A third common mistake is failing to normalize EBITDA for owner-specific add-backs correctly. Some add-backs are legitimate, a one-time legal expense, for example. Others, like understating owner compensation to inflate reported profit, tend to get challenged and reversed during real diligence, which means they should not be counted on when estimating value informally either.

Two questions about the numbers themselves

Should I get a formal valuation before talking to any potential buyer? A formal valuation is useful for internal planning, estate purposes, or partner buyouts, but real buyers will run their own valuation regardless. The more valuable exercise is often ensuring your EBITDA and its supporting documentation would survive a buyer's own analysis.

How often should a founder update their valuation estimate? Annually is reasonable for a business not actively planning a near-term sale, since market multiples and business performance both shift over a year.

What most affects your applicable multiple

  • Consistency and verifiability of reported EBITDA
  • Customer or payer concentration
  • Owner dependence across leadership and client relationships
  • Revenue growth trajectory and its sustainability
  • Industry-specific benchmark multiples for comparable transactions
  • Quality and completeness of financial documentation

Getting a credible read on your own number

A useful first step before any formal valuation exercise is an assessment of the specific factors that move your multiple up or down: earnings quality, customer concentration, owner dependence, and growth trajectory. Understanding where your business currently sits on each of these dimensions gives you a far more actionable picture than a single multiple applied to your EBITDA in isolation.

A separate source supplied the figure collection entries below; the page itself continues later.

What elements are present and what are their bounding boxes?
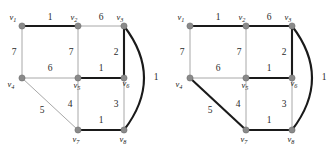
edge-weight-v3-v8: 1 [322, 72, 327, 82]
edge-weight-v1-v4: 7 [12, 47, 17, 57]
edge-weight-v2-v3: 6 [267, 12, 272, 22]
vertex-node-v1 [187, 23, 193, 29]
edge-weight-v5-v7: 4 [68, 99, 73, 109]
vertex-label-v4: v4 [8, 79, 15, 90]
graph-panel-left: 167726154311v1v2v3v4v5v6v7v8 [0, 0, 168, 153]
vertex-label-v2: v2 [71, 12, 78, 23]
edge-weight-v5-v6: 1 [99, 63, 104, 73]
vertex-node-v2 [75, 23, 81, 29]
vertex-label-v1: v1 [178, 12, 185, 23]
edge-weight-v7-v8: 1 [267, 115, 272, 125]
edge-weight-v1-v2: 1 [48, 12, 53, 22]
edge-weight-v5-v6: 1 [267, 63, 272, 73]
vertex-node-v3 [289, 23, 295, 29]
graph-panel-right: 167726154311v1v2v3v4v5v6v7v8 [168, 0, 336, 153]
vertex-label-v5: v5 [242, 80, 249, 91]
vertex-label-v4: v4 [176, 79, 183, 90]
vertex-label-v7: v7 [73, 134, 81, 145]
vertex-node-v8 [289, 127, 295, 133]
edge-weight-v5-v7: 4 [236, 99, 241, 109]
vertex-label-v7: v7 [241, 134, 249, 145]
edge-weight-v6-v8: 3 [114, 99, 119, 109]
edge-weight-v4-v7: 5 [40, 105, 45, 115]
edge-weight-v2-v5: 7 [237, 47, 242, 57]
edge-weight-v4-v7: 5 [208, 105, 213, 115]
vertex-label-v5: v5 [74, 80, 81, 91]
edge-weight-v3-v8: 1 [154, 72, 159, 82]
edge-weight-v7-v8: 1 [99, 115, 104, 125]
vertex-node-v2 [243, 23, 249, 29]
graph-figure: 167726154311v1v2v3v4v5v6v7v8 16772615431… [0, 0, 336, 153]
edge-weight-v3-v6: 2 [114, 47, 119, 57]
edge-weight-v1-v4: 7 [180, 47, 185, 57]
vertex-node-v1 [19, 23, 25, 29]
vertex-label-v8: v8 [288, 134, 296, 145]
edge-weight-v2-v3: 6 [99, 12, 104, 22]
graph-canvas-left: 167726154311v1v2v3v4v5v6v7v8 [0, 0, 168, 153]
vertex-node-v3 [121, 23, 127, 29]
vertex-label-v3: v3 [117, 12, 124, 23]
vertex-label-v8: v8 [120, 134, 128, 145]
vertex-node-v4 [19, 75, 25, 81]
vertex-node-v8 [121, 127, 127, 133]
vertex-label-v2: v2 [239, 12, 246, 23]
vertex-label-v1: v1 [10, 12, 17, 23]
vertex-label-v3: v3 [285, 12, 292, 23]
edge-weight-v1-v2: 1 [216, 12, 221, 22]
vertex-node-v4 [187, 75, 193, 81]
graph-canvas-right: 167726154311v1v2v3v4v5v6v7v8 [168, 0, 336, 153]
edge-weight-v4-v5: 6 [216, 63, 221, 73]
edge-weight-v4-v5: 6 [48, 63, 53, 73]
edge-weight-v2-v5: 7 [69, 47, 74, 57]
vertex-node-v7 [243, 127, 249, 133]
edge-weight-v6-v8: 3 [282, 99, 287, 109]
edge-weight-v3-v6: 2 [282, 47, 287, 57]
vertex-node-v7 [75, 127, 81, 133]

A scenario showing how normalization changes the number

A founder estimates his $7 million revenue business at a $4.5 million valuation based on a 5x multiple applied to reported EBITDA of $900,000. A buyer's diligence team normalizes that EBITDA down to $650,000 after adjusting owner compensation to market rate, removing a one-time insurance settlement, and reducing add-backs for personal expenses run through the business. The same 5x multiple applied to the normalized number produces a valuation closer to $3.25 million, over a million dollars lower than the founder's initial estimate.

Neither number is wrong exactly. They reflect different levels of scrutiny applied to the same underlying business. The gap is the reason financial cleanliness, ensuring reported EBITDA is defensible before a buyer ever gets involved, matters as much as the multiple itself.

The multiple itself is only half the equation. The EBITDA number it gets applied to has to survive scrutiny, which is where financial cleanliness and metrics becomes directly relevant: buyers discount or walk away from earnings they cannot verify.

Business Exit Planning: A Founder's Roadmap covers the broader timeline this valuation work fits into. the Keystone Enterprise Value Index scores your specific enterprise value drivers today.

Bob Church

Bob Church is a co-founder of Keystone Consulting Team and a private equity-backed finance executive who has scaled companies from approximately $50M to $500M and beyond.